About the time that the mothers are saying good-by to their children in the nursery, the newspaper office inside the plant begins to bustle with activity. Six thousand copies of Moscow daily papers and 8,500 copies of the four-page daily of the plant, Overtake and Surpass, must be delivered by eight or nine o’clock to subscribers in various shops. The plant newspaper is full of the daily life of the 35,000 workers. It organizes campaigns for production, for quality, for good housing, co-operative stores, clubs, schools, day nurseries; it contains complaints by workers about all these facilities; it is the organ through which these thousands of workers communicate with each other.

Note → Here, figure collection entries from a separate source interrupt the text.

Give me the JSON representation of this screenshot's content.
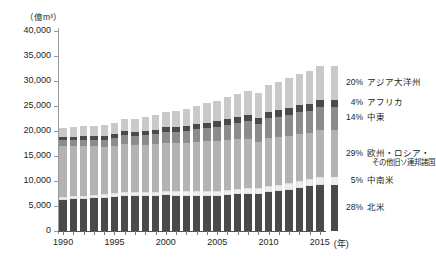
{
  "chart_data": {
    "type": "bar",
    "subtype": "stacked-bar",
    "title": "",
    "xlabel": "年",
    "ylabel": "億m³",
    "y_unit_label": "（億m³）",
    "x_unit_label": "(年)",
    "ylim": [
      0,
      40000
    ],
    "ytick_labels": [
      "0",
      "5,000",
      "10,000",
      "15,000",
      "20,000",
      "25,000",
      "30,000",
      "35,000",
      "40,000"
    ],
    "ytick_values": [
      0,
      5000,
      10000,
      15000,
      20000,
      25000,
      30000,
      35000,
      40000
    ],
    "xtick_labels": [
      "1990",
      "1995",
      "2000",
      "2005",
      "2010",
      "2015"
    ],
    "xtick_values": [
      1990,
      1995,
      2000,
      2005,
      2010,
      2015
    ],
    "grid": false,
    "legend_position": "right",
    "categories": [
      1990,
      1991,
      1992,
      1993,
      1994,
      1995,
      1996,
      1997,
      1998,
      1999,
      2000,
      2001,
      2002,
      2003,
      2004,
      2005,
      2006,
      2007,
      2008,
      2009,
      2010,
      2011,
      2012,
      2013,
      2014,
      2015
    ],
    "series": [
      {
        "name": "北米",
        "percent_label": "28%",
        "color": "#4a4a4a",
        "order": 0,
        "values": [
          6300,
          6350,
          6500,
          6600,
          6700,
          6850,
          7050,
          7000,
          7000,
          7000,
          7150,
          7100,
          7100,
          7050,
          7100,
          7050,
          7150,
          7400,
          7450,
          7400,
          7800,
          8000,
          8300,
          8600,
          9000,
          9300
        ]
      },
      {
        "name": "中南米",
        "percent_label": "5%",
        "color": "#eeeeee",
        "order": 1,
        "values": [
          560,
          580,
          600,
          620,
          640,
          680,
          720,
          740,
          760,
          780,
          820,
          840,
          860,
          880,
          920,
          960,
          1000,
          1050,
          1100,
          1120,
          1200,
          1250,
          1300,
          1350,
          1420,
          1500
        ]
      },
      {
        "name": "欧州・ロシア・その他旧ソ連邦諸国",
        "percent_label": "29%",
        "color": "#b3b3b3",
        "order": 2,
        "values": [
          10200,
          10100,
          9900,
          9700,
          9500,
          9500,
          9700,
          9500,
          9500,
          9600,
          9700,
          9700,
          9600,
          9900,
          9900,
          9900,
          10000,
          9900,
          9900,
          9200,
          9700,
          9500,
          9400,
          9500,
          9100,
          9400
        ]
      },
      {
        "name": "中東",
        "percent_label": "14%",
        "color": "#8c8c8c",
        "order": 3,
        "values": [
          1100,
          1200,
          1250,
          1350,
          1450,
          1550,
          1700,
          1800,
          1900,
          2000,
          2150,
          2250,
          2400,
          2550,
          2700,
          2900,
          3100,
          3300,
          3500,
          3650,
          3900,
          4100,
          4300,
          4400,
          4550,
          4700
        ]
      },
      {
        "name": "アフリカ",
        "percent_label": "4%",
        "color": "#4a4a4a",
        "order": 4,
        "values": [
          650,
          680,
          700,
          720,
          750,
          780,
          820,
          850,
          880,
          900,
          950,
          980,
          1000,
          1050,
          1080,
          1120,
          1150,
          1180,
          1220,
          1200,
          1250,
          1280,
          1300,
          1320,
          1350,
          1400
        ]
      },
      {
        "name": "アジア大洋州",
        "percent_label": "20%",
        "color": "#c9c9c9",
        "order": 5,
        "values": [
          1800,
          1900,
          2000,
          2100,
          2200,
          2350,
          2500,
          2600,
          2700,
          2850,
          3050,
          3200,
          3400,
          3600,
          3850,
          4100,
          4350,
          4600,
          4850,
          5000,
          5400,
          5700,
          6000,
          6300,
          6500,
          6700
        ]
      }
    ]
  },
  "legend": {
    "entries": [
      {
        "percent": "20%",
        "name": "アジア大洋州",
        "sub": ""
      },
      {
        "percent": "4%",
        "name": "アフリカ",
        "sub": ""
      },
      {
        "percent": "14%",
        "name": "中東",
        "sub": ""
      },
      {
        "percent": "29%",
        "name": "欧州・ロシア・",
        "sub": "その他旧ソ連邦諸国"
      },
      {
        "percent": "5%",
        "name": "中南米",
        "sub": ""
      },
      {
        "percent": "28%",
        "name": "北米",
        "sub": ""
      }
    ]
  }
}
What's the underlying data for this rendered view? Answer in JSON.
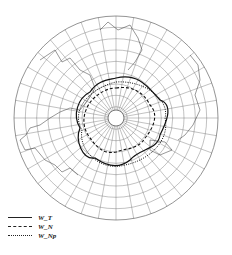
{
  "map": {
    "projection": "north-polar-stereographic",
    "center": {
      "x": 116,
      "y": 118
    },
    "radius": 102,
    "latitude_circles": 9,
    "meridian_count": 36,
    "pole_hole_radius": 8
  },
  "legend": {
    "items": [
      {
        "label": "W_T",
        "style": "solid"
      },
      {
        "label": "W_N",
        "style": "dashed"
      },
      {
        "label": "W_Np",
        "style": "dotted"
      }
    ]
  },
  "colors": {
    "ink": "#222222",
    "grid": "#555555",
    "background": "#ffffff"
  }
}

In the midst of the great shops of the auto works, a small green square contains both the central dining room and the central polyclinic. The latter is maintained by the Moscow Board of Health, but its connection with the factory collective is very intimate. The health record of every worker is kept on file in a smaller dispensary in the shop where a doctor, medical assistant and statistician are constantly on hand for first aid and general care of this particular group of workers. For all special services the worker goes to the central polyclinic where a medical personnel of 300 includes specialists in all diseases. One interesting feature of this polyclinic is its direct connection with the diet kitchen of the factory which immediately gives the workers without extra charge the particular diet which the doctor prescribes.

It is no sentimental glorification of manual labor which causes the grouping of Soviet institutions around the factory. It derives naturally from the unity of man as owner, creator and user, which under socialism replaces the capitalist division of men into bosses, hands, and buyers of goods. Even under capitalism men feel a deep human joy in creation and mastery, a mastery which may be widened and deepened by the machine. But capitalism poisons this joy at its source. A crane man in Seattle once told me that when he sat aloft picking up great loads with power and deftness, he felt “like one of those Greek giants or ancient gods.” Then he suddenly realized that he had no claim to that crane, but might face any morning, at the owner’s whim, the sign: “Closed down,” and he felt himself degraded from a god to a slave.

Under capitalism the association of men in production is made hateful by a clash of interests; they seek their real life elsewhere, building it from disjointed fragments. Under socialism this association is strengthened by a thousand ties of mutual interest and becomes the solid foundation on which the whole structure of political and social life is frankly and realistically built. Life becomes unified; from worker to manager, to scientist, to artist there is at no point a break. A worker studies and becomes an engineer; he is active in the factory committee on inventions, and becomes a scientist; he shows talent in the dramatic circle and becomes an actor; he devotes himself to social work and rises in the government. Any of these interests may become professional and take him out of the factory into a wider or more specialized life. But the factory remains the social home from which he launched into life, and to which he often returns, either actually or emotionally.

Footnotes

1.  See Chap. 6 for an example of this.